College seminars succeed when students enter the discussion having already done the intellectual work of forming and testing a position (not when they are processing primary material in real time. The challenge at the college level is not generating student engagement (intrinsic motivation is higher than in K-12) but generating genuine disciplinary rigor: questions that require students to engage with the specific methods, frameworks, and standards of evidence that their discipline uses to adjudicate between competing interpretations. The AI Socratic Seminar Planner generates college-level seminar questions calibrated to disciplinary epistemology) the specific ways that historians, philosophers, scientists, and literary scholars reason about contested questions.

3 min

Disciplinary seminar generation

Epistem.

Discipline-specific reasoning focus

Grad

Graduate seminar designs supported

How College and university instructors Use It

Real classroom workflows, not generic examples.

Dr. Martinez's undergraduate philosophy seminar on free will and moral responsibility

Dr. Martinez is running a 90-minute undergraduate seminar on Frankfurt's critique of the principle of alternate possibilities. She enters the reading and the discipline (philosophy). The AI generates: an opening question grounded in a specific scenario from the reading ('Is Harry the bank robber morally responsible for his action if his decision was overdetermined by Black's intervention?'), two core questions probing the philosophical tensions ('Does Frankfurt's argument successfully sever the connection between moral responsibility and the ability to do otherwise, or does it just relocate the problem?'), and a closing question asking students to construct a counterexample. The facilitator guide includes moves for keeping the discussion at the level of argument quality rather than position-stating.

Prof. Williams's graduate seminar on historiographical methodology

Prof. Williams is running a graduate seminar on the debate between social history and intellectual history as methodological approaches. He enters three assigned readings representing different historiographical positions and the AI generates a question set for a comparative seminar: opening questions that establish each reading's central methodological claim, core questions that probe the epistemological assumptions underlying each approach ('What counts as historical explanation for each of these historians, and what evidence would they need to see to change their minds?'), and a closing question asking students to position their own dissertation research within the debate. The facilitator guide includes a protocol for keeping graduate students in productive disagreement rather than consensus-seeking.

Ms. Patel's undergraduate law seminar on constitutional interpretation

Ms. Patel teaches a constitutional law seminar. She is assigning United States v. Lopez and wants a seminar that forces students to reason about the limits of Commerce Clause interpretation. The AI generates: an opening question rooted in the majority opinion's central move, core questions that probe the competing interpretive philosophies at stake ('If you accept the majority's reasoning in Lopez, what is the limiting principle, and why does the dissent argue there is none?'), and a closing question asking students to predict how the Court would rule on a hypothetical contemporary case using each opinion's reasoning. The student prep guide asks students to write a 2-paragraph position before the seminar.
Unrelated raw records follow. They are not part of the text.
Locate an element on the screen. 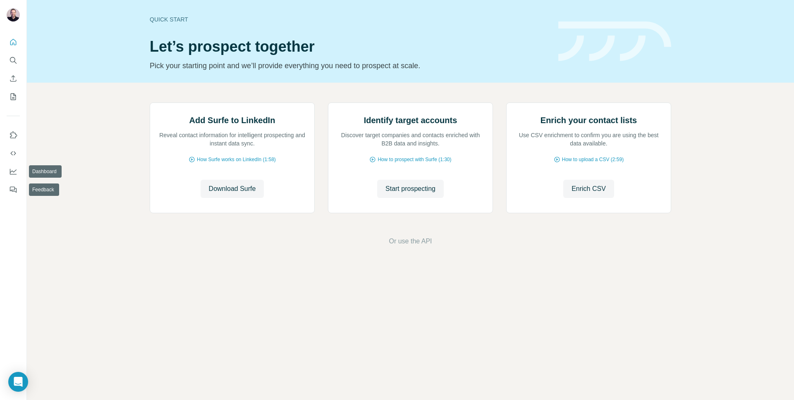 This screenshot has height=400, width=794. button: Search is located at coordinates (13, 60).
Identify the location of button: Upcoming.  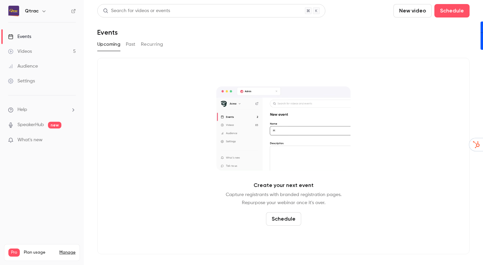
(109, 44).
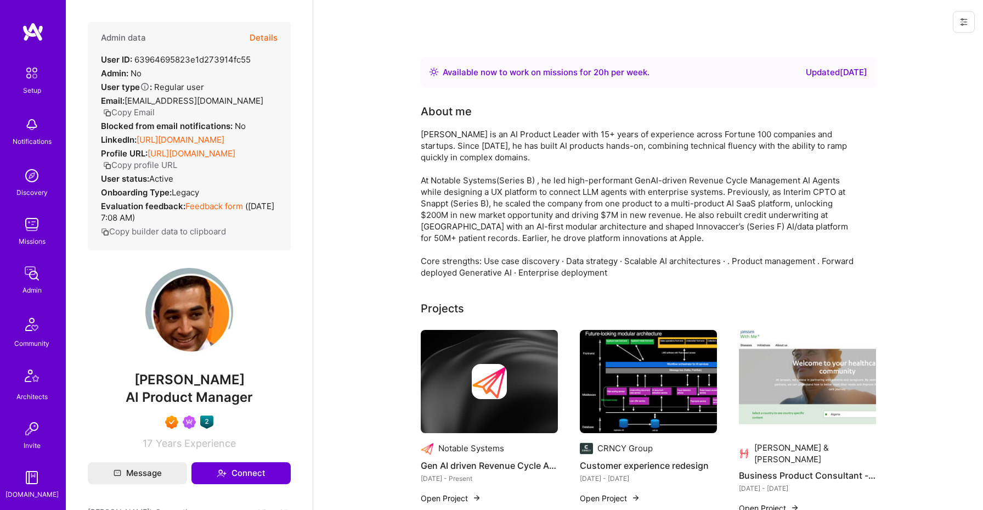 Image resolution: width=983 pixels, height=510 pixels. I want to click on h4: Business Product Consultant - Digital Therapeutics Platform, so click(808, 475).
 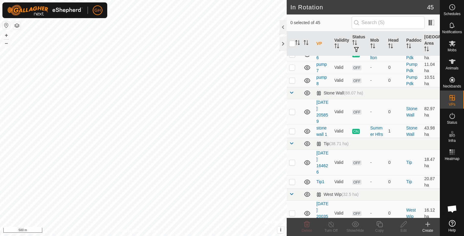 What do you see at coordinates (452, 50) in the screenshot?
I see `span: Mobs` at bounding box center [452, 50].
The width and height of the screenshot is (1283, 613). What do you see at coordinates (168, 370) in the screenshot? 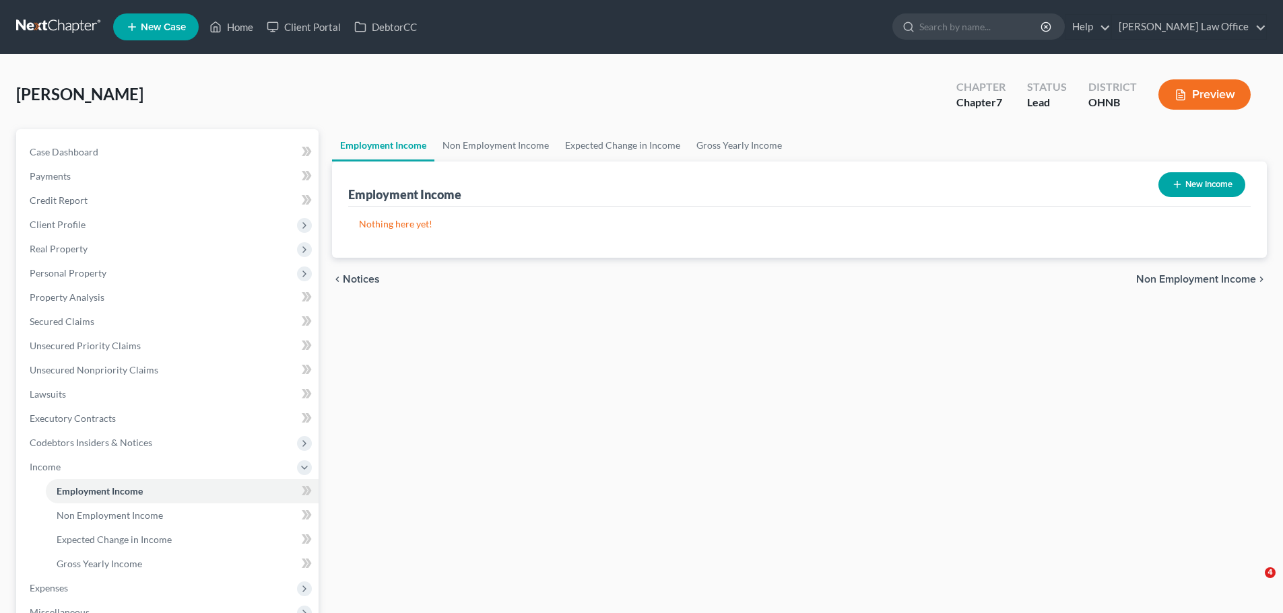
I see `a: Unsecured Nonpriority Claims` at bounding box center [168, 370].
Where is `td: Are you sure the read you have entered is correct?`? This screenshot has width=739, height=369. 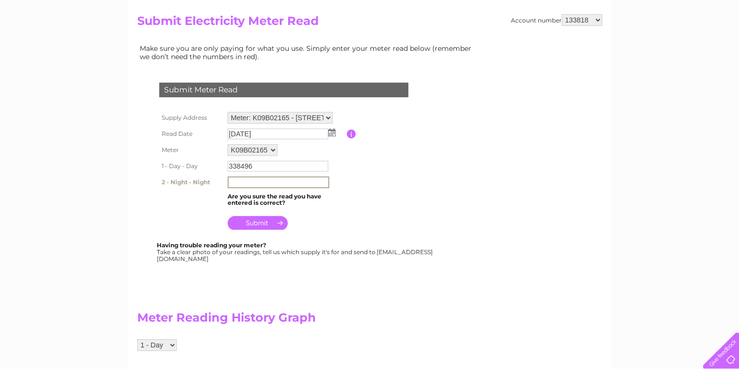 td: Are you sure the read you have entered is correct? is located at coordinates (286, 200).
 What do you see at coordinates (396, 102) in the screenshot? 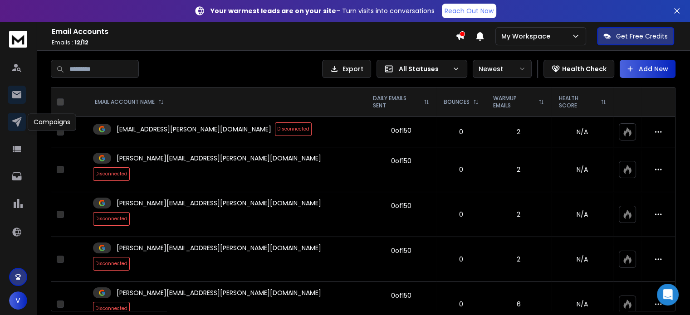
I see `p: DAILY EMAILS SENT` at bounding box center [396, 102].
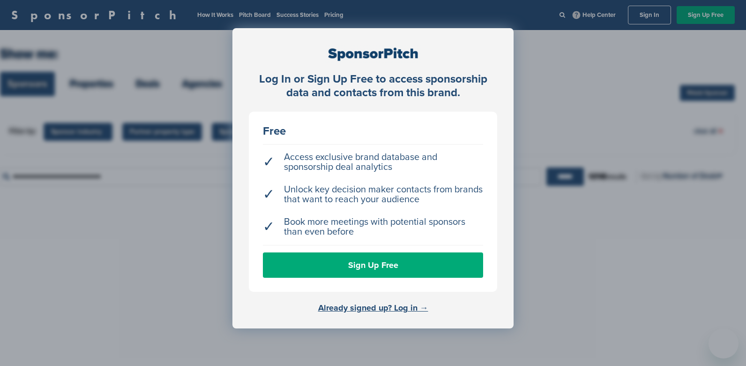 The height and width of the screenshot is (366, 746). What do you see at coordinates (373, 131) in the screenshot?
I see `div: Free` at bounding box center [373, 131].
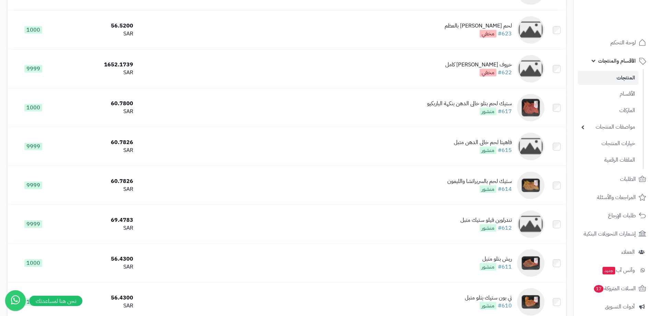 This screenshot has height=316, width=654. I want to click on div: 69.4783, so click(98, 220).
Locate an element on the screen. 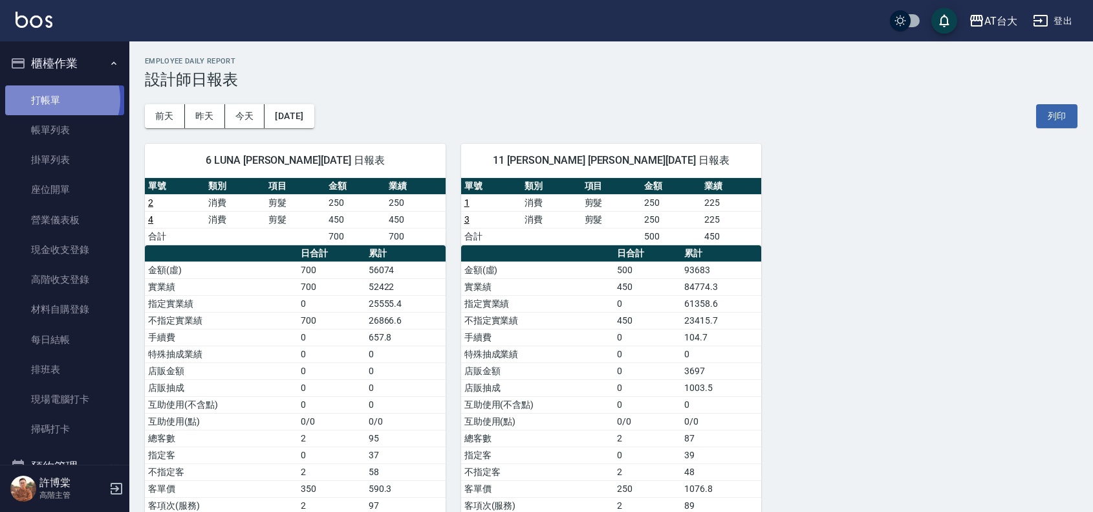 The width and height of the screenshot is (1093, 512). td: 互助使用(點) is located at coordinates (221, 421).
Higher Education Socratic Seminars, Frequently Asked Questions

Common questions from college and university instructors about using the AI Socratic Seminar Planner.

When you specify a discipline (history, philosophy, law, literary criticism, sociology, natural science) the AI generates questions using the specific evaluative standards and reasoning moves that discipline uses. Historical questions ask about the quality of evidence and the limits of interpretation; philosophical questions probe the logical structure of arguments and the coherence of positions; literary questions focus on the relationship between formal choices and meaning; scientific questions address the relationship between data, methodology, and theoretical claim. The seminar questions are designed to help students practice the kind of disciplinary reasoning their field requires, not generic critical thinking.